Though it gets the CGS right, it isn’t much of a movie. There are a few important scenes, some sketches of characters and then a long drawn out action sequence at the end that is barely worth watching. The movie is excellent for its imagination of the shitstorm, though, especially the way things appear to stay the same until the shitstorm happens to you. Until it does, we’ll fastidiously maintain our lawnmower while the guy 20 yards to the east maintains his, so when one of us evaporates in tiny mushroom cloud, the other will be able to soldier on.
Well, yeah. What else are you gonna do? Get all survivalist and stockpile spearfishing equipment in your basement while you bone up on your ammo reloading skills, and practice ambush tactics among your 50 gallon drums of beans?

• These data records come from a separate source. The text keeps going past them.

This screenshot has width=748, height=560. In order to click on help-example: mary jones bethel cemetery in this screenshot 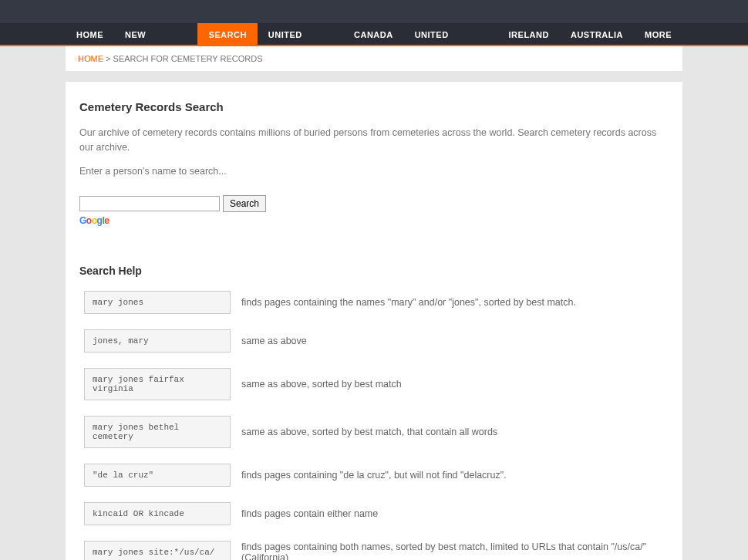, I will do `click(157, 432)`.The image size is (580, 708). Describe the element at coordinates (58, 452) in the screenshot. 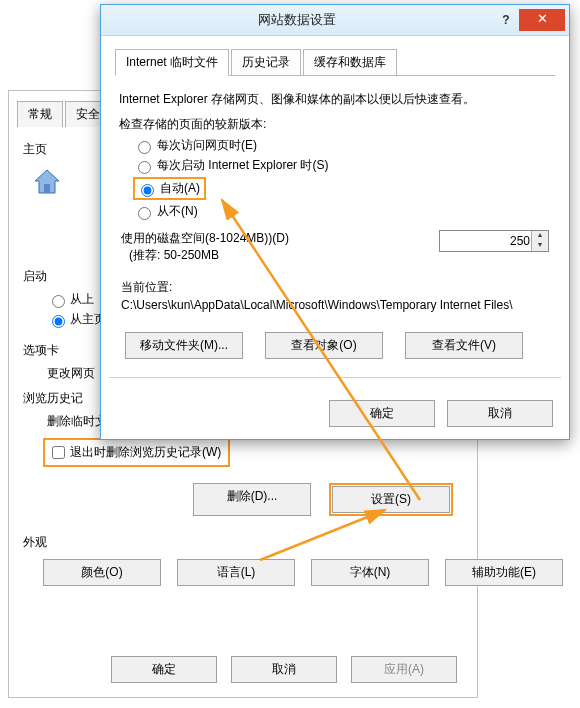

I see `exit-delete-checkbox` at that location.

Maybe not fastidiously maintain our lawnmowers, but certainly our bicycles…
well, if I had any energy at all, it would be to get my neighbors together and share one lawnmower. and if any seemed to be about to evaporate in a mushroom cloud, I don’t know, help them out?
I agree about the waste of time last 25…400?…minutes.
Like it up until then.
My neighbor’s lawnmower is the pale horse of the CGS. When he is able to get it started: billowing clouds of purple smoke, gale force winds, holy hell. Scares the crap out of his own high strung amstaff.
Just burned my weekend office time enjoying “pale horse of the CGS.”
This blog entry explains why I hate Hollywood. So much for good ideas, let’s have an action sequence. Although I should say, Michael Cain’s death scene was good.